Chess networks use a Gated Nonlinear Unit

A particular activation function used in chess NNUEs turns out to be a variant of the Gated Linear Unit (GLU). This post explores this connection, and suggests that other GLU variants may be worth investigating in future.

Background

The efficiently updatable neural networks used in modern chess engines are near-universallySome experimentation with convolutions and attention has been done, but has not been integrated into any top engines at time of writing. multi-layer perceptrons. These networks work extremely well, even when trained with only one hidden layer.

The choice of activation function for the hidden layer is subject to some constraints. These networks must be efficiently computable on CPU, and so simple functions like CReLU and SCReLU are popular choicesAnother desirable property is that of having a bounded output range, as quantisation depends on being able to map the output values to a fixed integer range. .

State of the art NNUEs use a different activation function, however. In the field, this function is most commonly referred to as “CReLU reduced by pairwise multiplication”, or simply “pairwise multiplication”Discussed in the multilayer post .

If a CReLU layer's output vector is computed as

then the pairwise multiplication layer's output vector is

Here, and are weight matrices, each with half as many rows as the original weight matrix , and indicates element-wise multiplication. As such, the pairwise multiplication layer has half as many output neurons as the CReLU layer. This reduction is desirable in practice, as in networks with more than one hidden layer, the output size of the first hidden layer can impose a prohibitive computational costMulti-layer NNUE architectures typically have very wide initial layers (e.g. 768 to 4096 neurons), followed by a rapid tapering to much smaller layers (e.g. 8 to 32 neurons). As such, the matrix multiplication between the first and second hidden layers is often the most expensive operation in the network, which pairwise multiplication ameliorates by about half. .
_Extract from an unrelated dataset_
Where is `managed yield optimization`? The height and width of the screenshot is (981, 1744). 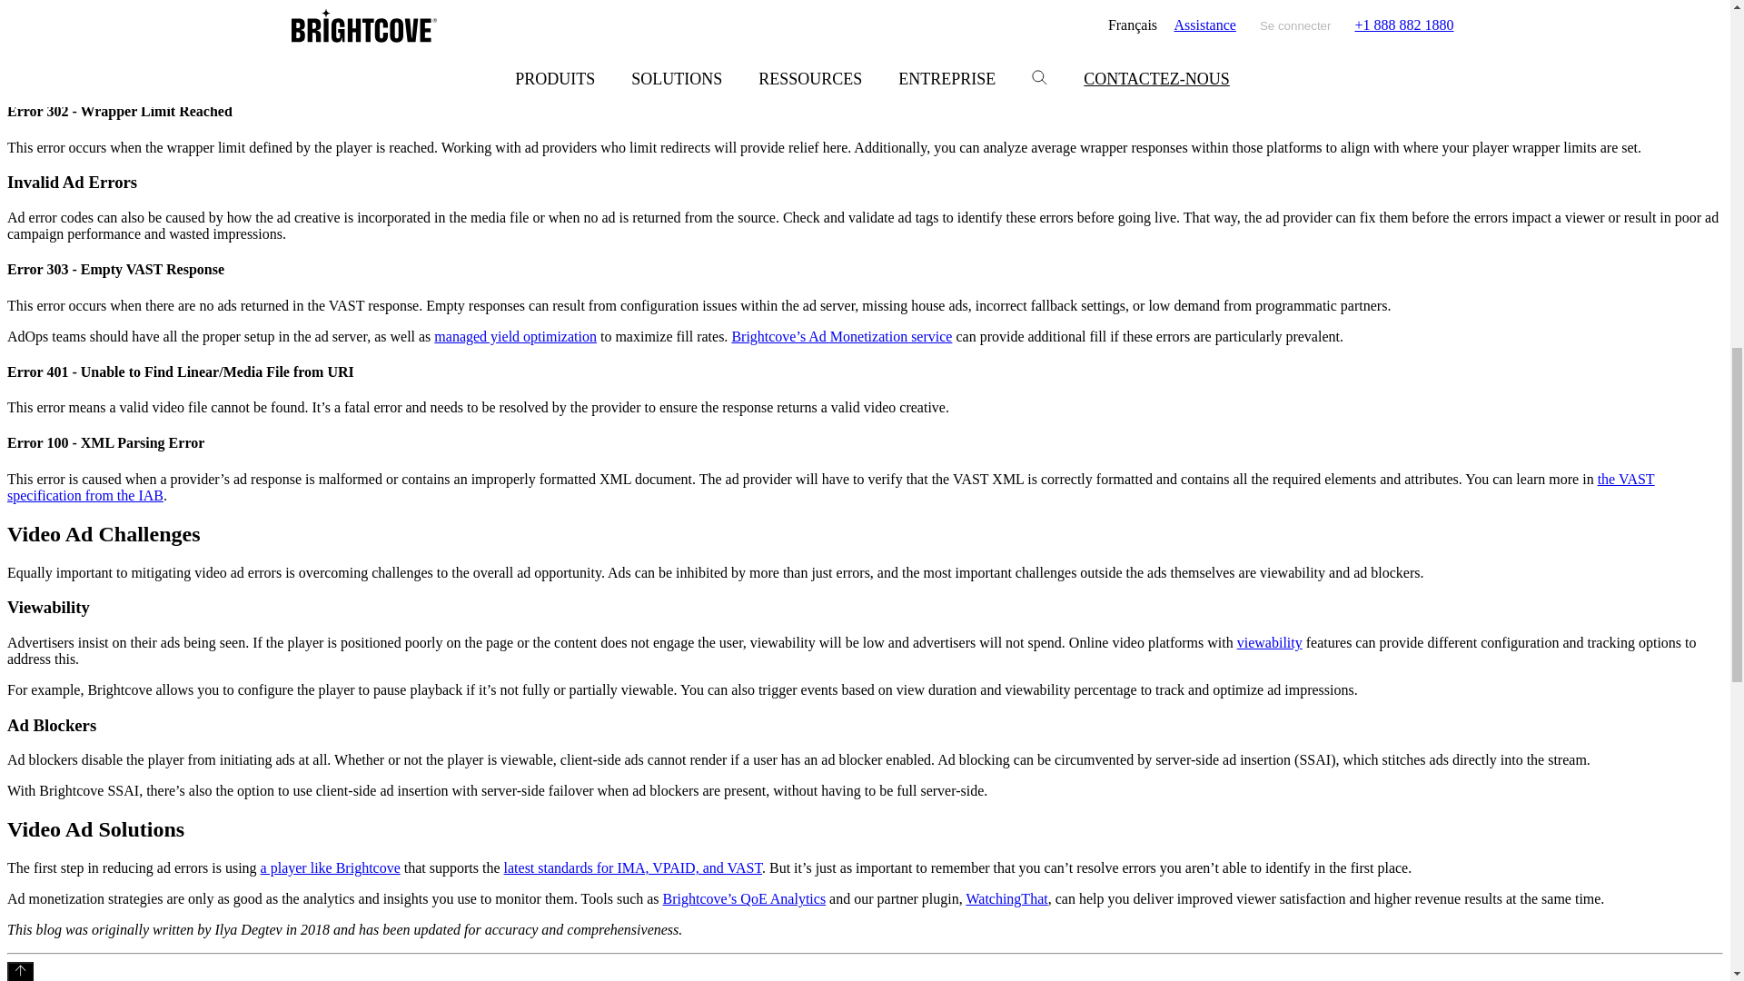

Pairwise multiplication is reminiscent of the Gated Linear Unit, an activation function invented in Language Modeling with Gated Convolutional Networks, Dauphin et al. 2017:

where is the sigmoid function. GLU can be improved upon by varying the activation function used in the gating mechanism:

, and SwiGLUThis implies an entertaining notational possibility - that pairwise multiplication can be called “CReGCReLU” - a name so disgusting that it genuinely makes my mouth feel weird just imagining saying it out loud. is currently the state of the art activation function for transformer models.

Pairwise multiplication can thus be seen as a particularly unusual GLU variant, where both branches are activated, rather than just the gating branch - a “gated nonlinear unit”As distinct from Unix. , if you will.

I am not aware of any experiments in the chess programming community with activation functions that do not activate both branches, and this seems to me like a promising avenue for future research.


Appendix: GLU variants in transformers

The following table is an excerpt from GLU Variants Improve Transformer, showing the performance of various GLU variants on the segment-filling task from Exploring the Limits of Transfer Learning with a Unified Text-to-Text Transformer.

The numbers indicate log-perplexity (lower is better) on the segment-filling task, and all models have a fixed computational & parameter budget.

GEGLU and SwiGLU perform the best, but most interestingly, Bilinear - which activates neither branch - outperforms the baseline ReLU model by a significant margin.